Angi vs. Your Own Website: Which Is Better for Contractors?
Should you pay Angi for leads or invest in your own website? A honest cost-benefit comparison for home service contractors, with real numbers.
Angi (formerly Angie's List and merged with HomeAdvisor) is the most recognized name in contractor lead generation. It's also one of the most debated — contractors either swear by it or swear off it, often having tried both. This is a data-honest comparison of what Angi actually costs, what it delivers, and how it compares to building your own inbound lead system.
What Angi Actually Charges and What You Get
Angi's pricing has several layers that aren't always transparent upfront. The main cost is pay-per-lead: contractors pay $15–100+ per lead depending on the trade and market. HVAC leads in a competitive metro like Dallas can run $80–120 each. Roofing leads vary from $40–90.
The critical piece most contractors don't know before they start: these leads are sold to multiple contractors simultaneously. Industry reports suggest 4–6 contractors receive the same lead. You're paying $60 for the right to compete with 5 other contractors for the same job. The homeowner receives multiple calls within minutes and picks whoever calls first — or whoever quotes lowest.
Angi also sells subscription packages (Angi Ads) that charge flat monthly rates for increased visibility on the platform. These are separate from the per-lead cost and can add $200–800/month depending on the market and tier.
| Cost Type | Angi | Own Website |
|---|---|---|
| Monthly base cost | $0–800 (platform fees) | $100–250 (hosting + tools) |
| Per-lead cost | $15–120 per lead | $0 (leads are free) |
| Lead exclusivity | Shared with 4–6 competitors | 100% exclusive |
| Lead quality | Mixed (price-shoppers common) | High (actively searching) |
| Year 1 cost (100 leads) | $3,000–12,000+ | $1,200–2,500 (build + hosting) |
| Year 2+ cost | Same ongoing cost | Mostly hosting ($1,200/yr) |
| Ownership | Platform-dependent | You own it |
The Lead Quality Difference
Contractor forums and Reddit communities are full of contractors who describe the same experience: Angi leads are often price shoppers who fill out multiple forms across multiple platforms to get the lowest quote. They're not loyal to any contractor — they're searching for the cheapest option. Converting these leads at a healthy margin is genuinely difficult.

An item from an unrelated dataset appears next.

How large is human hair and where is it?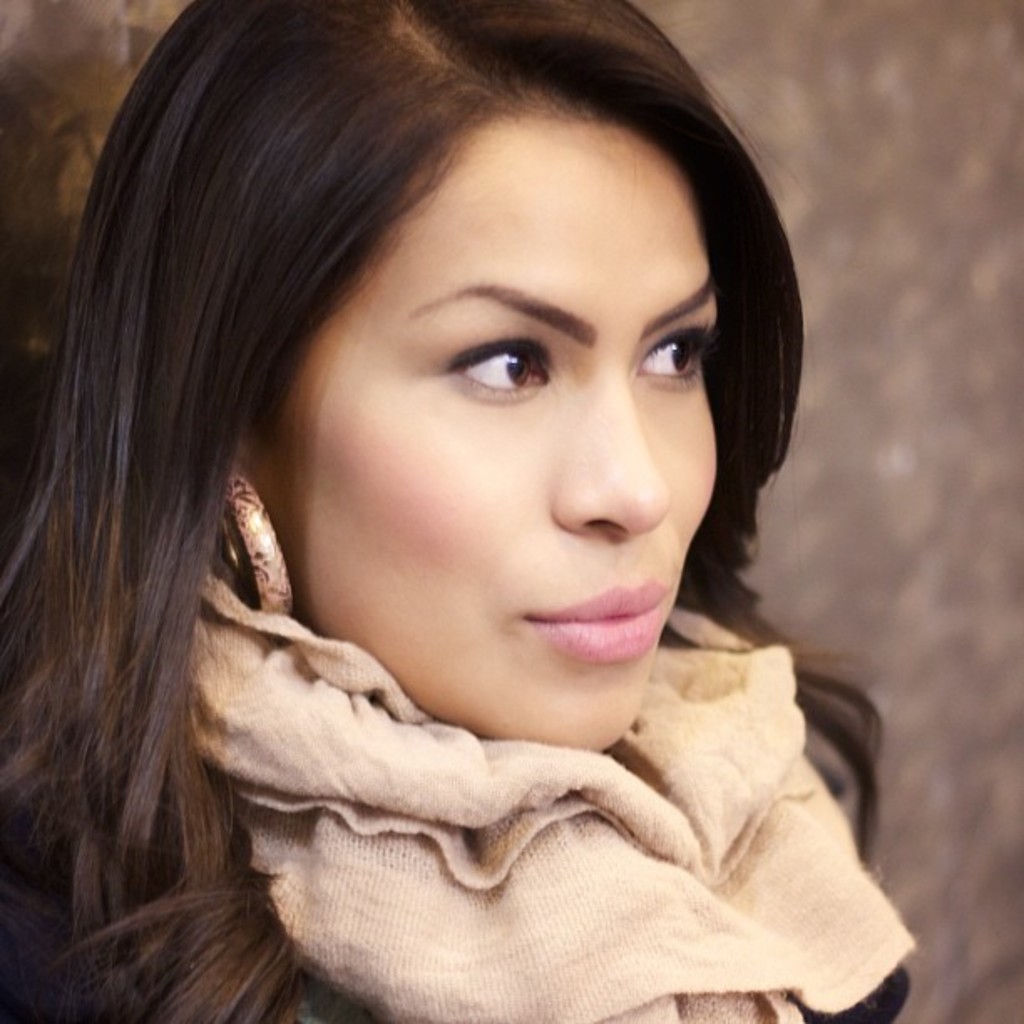
Bounding box: BBox(33, 23, 835, 897).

Organic leads — homeowners who found you through Google and visited your website — behave differently. They've already done their research, they've seen your photos and reviews, and they reached out to you specifically. Close rates for organic inbound leads are 2–3x higher than purchased lead platforms, and price resistance is significantly lower.

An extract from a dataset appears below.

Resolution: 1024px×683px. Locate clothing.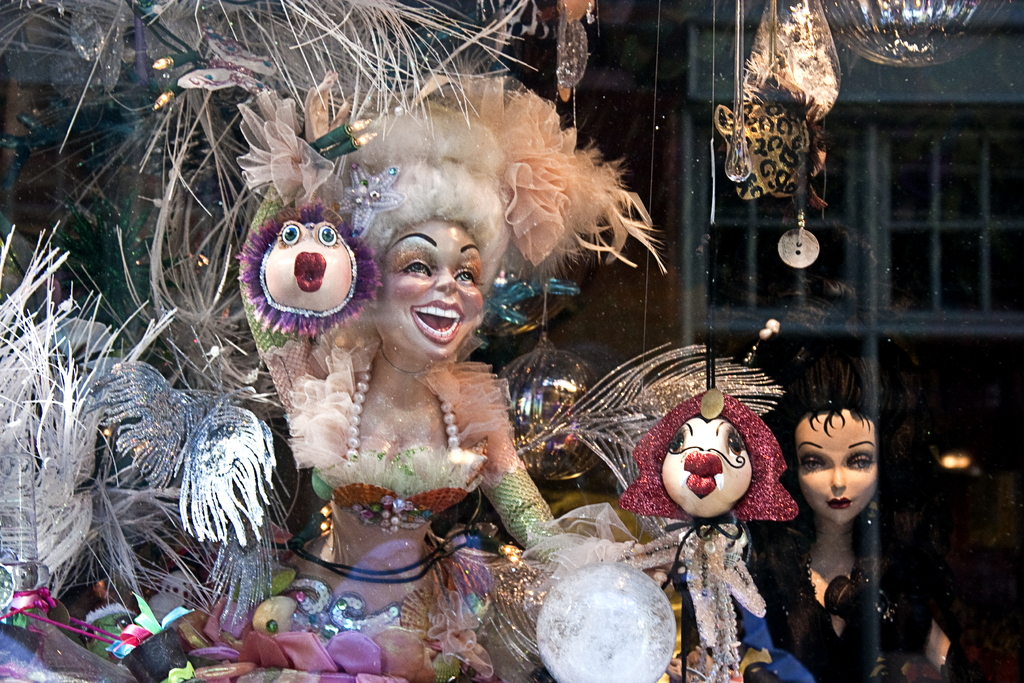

This doesn't mean every Angi lead is low quality. In certain markets and trades, the ROI can work. But the contractor who has both channels — Angi leads and an organic inbound system — consistently reports that the owned channel leads are easier to convert, more profitable, and more sustainable.

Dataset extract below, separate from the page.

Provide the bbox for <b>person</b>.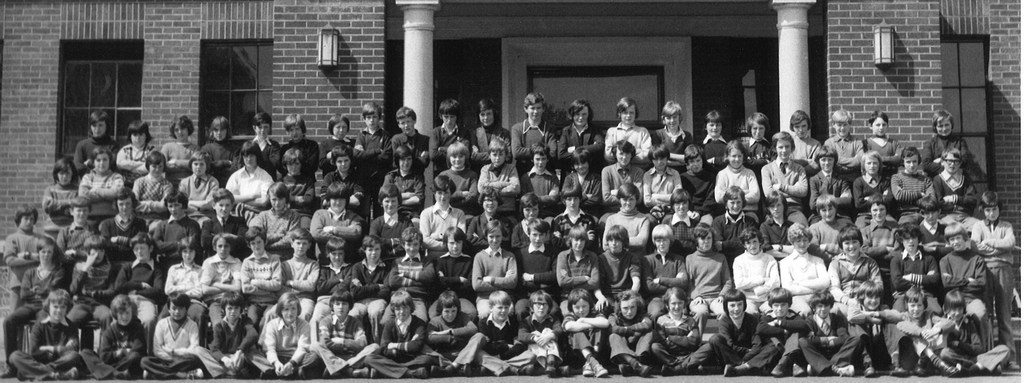
select_region(554, 95, 607, 154).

When Angi Makes Sense (And When It Doesn't)
Angi genuinely makes sense for one specific situation: a brand-new contractor with zero reviews, no web presence, and an urgent need for jobs to get their business started. Paid leads can generate the initial jobs that produce the reviews that eventually power the organic lead engine.
Angi does not make sense as a long-term strategy. The cost per acquisition on purchased leads is almost always higher than on owned channels, the leads are not exclusive, and you're entirely dependent on a third-party platform that can change its pricing or algorithm at any time. Platform dependency is a fundamental business risk.
The most sustainable approach: use Angi as a launch tool for 90–180 days while you build your organic infrastructure. Once you have 15+ Google reviews, a live optimized website, and consistent GBP visibility, reduce or eliminate Angi spend and redirect that budget to your own growth.
Building an Exit Plan from Lead Platforms
Contractors who successfully exit Angi and other lead platforms share a consistent approach. They don't turn off paid leads cold turkey — they build the owned channel in parallel until it can support the business on its own, then taper the paid spend.
The exit timeline varies but typically looks like: months 1–3, build the website and optimize GBP while maintaining paid leads; months 3–6, organic leads begin arriving and paid spend is reduced proportionally; months 6–12, organic channel is the primary driver and paid leads are reduced to only high-value, high-ROI situations.
The contractors who stay permanently dependent on Angi are those who never invest in the parallel infrastructure. They're too busy working the jobs the platform provides to build the system that would make them independent of it.